Re[13]: Проблемы с навигацией
От: Ночной Смотрящий Россия  
Дата: 29.12.16 20:18
Оценка: 7 (1) +1
Здравствуйте, Evgeny.Panasyuk, Вы писали:

EP>Сложность языка ведёт к false-positives, но для навигации это не критично, критично для рефакторинга.


Кто бы сомневался. Если плюсы лажают, то это некритично.

No way to locate definitions

OK, so before we can parse AA BB(CC);, we need to find out whether CC is defined as an object or a type. So let's locate the definition of CC and move on, right?

This would work in most modern languages, in which CC is either defined in the same module (so we've already compiled it), or it is imported from another module (so either we've already compiled it, too, or this must be the first time we bump into that module — so let's compile it now, once, but of course not the next time we'll need it). So to compile a program, we need to compile each module, once, no matter how many times each module is used.

In C++, things are different — there are no modules.

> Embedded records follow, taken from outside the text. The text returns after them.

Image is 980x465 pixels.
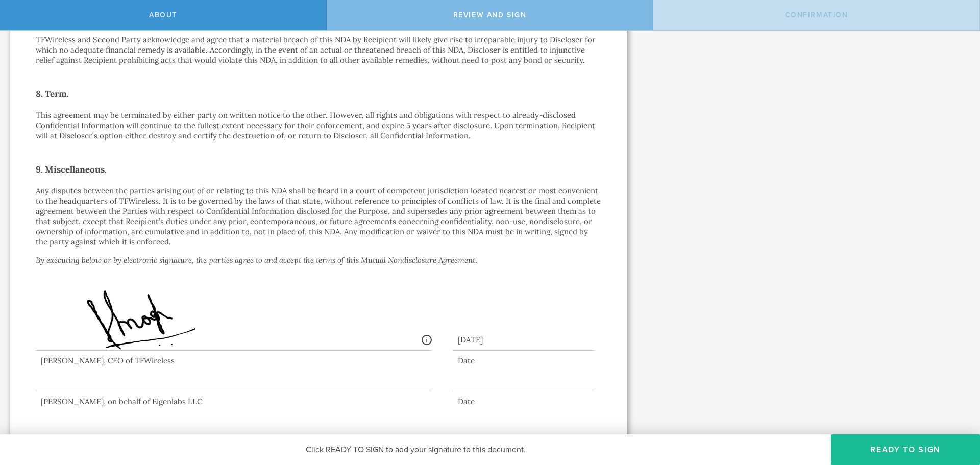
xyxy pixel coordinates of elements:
h2: 8. Term. [36,86,601,102]
span: Confirmation [785,11,848,20]
div: [DATE] [453,325,594,351]
i: By executing below or by electronic signature, the parties agree to and accept the terms of this ... [36,255,475,265]
div: [PERSON_NAME], on behalf of Eigenlabs LLC [36,397,432,407]
p: Any disputes between the parties arising out of or relating to this NDA shall be heard in a court... [36,186,601,247]
span: Review and sign [454,11,526,20]
h2: 9. Miscellaneous. [36,161,601,177]
p: TFWireless and Second Party acknowledge and agree that a material breach of this NDA by Recipient... [36,35,601,65]
span: About [149,11,177,20]
p: . [36,255,601,266]
button: Ready to Sign [831,435,980,465]
p: This agreement may be terminated by either party on written notice to the other. However, all rig... [36,110,601,141]
div: Date [453,397,594,407]
img: 3VXRL0yqNlcAAAAASUVORK5CYII= [41,279,311,353]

There are files, each of which can contain many different definitions or just small parts of definitions, and there's no way to tell in which files CC is defined, or which files must be parsed in order to "understand" its definition. So who is responsible to arrange all those files into a sensible string of C++ code? You, of course! In each compiled file, you #include a bunch of header files (which themselves include other files); the #include directive basically issues a copy-and-paste operation to the C preprocessor, inherited by C++ without changes. The compiler then parses the result of all those copy-and-paste operations. So to compile a program, we need to compile each file the number of times it is used in other files.

This causes two problems. First, it multiplies the long time it takes to compile C++ code by the number of times it's used in a program. Second, the only way to figure out what should be recompiled after a change to the code is to check which of the #include files have been changed since the last build. The set of files to rebuild generated by this inspection is usually a superset of the files that really must be recompiled according to the C++ rules of dependencies between definitions. That's because most files #include definitions they don't really need, since people can't spend all their time removing redundant inclusions.

Some compilers support "precompiled headers" — saving the result of the parsing of "popular" header files to some binary file and quickly loading it instead of recompiling from scratch. However, this only works well with definitions that almost never change, typically third-party libraries.

And now that you've waited all that time until your code base recompiles, it's time to run and test the program, which is when the next problem kicks in.

http://yosefk.com/c++fqa/defective.html

Там еще много прекрасного. Но это некритично, да.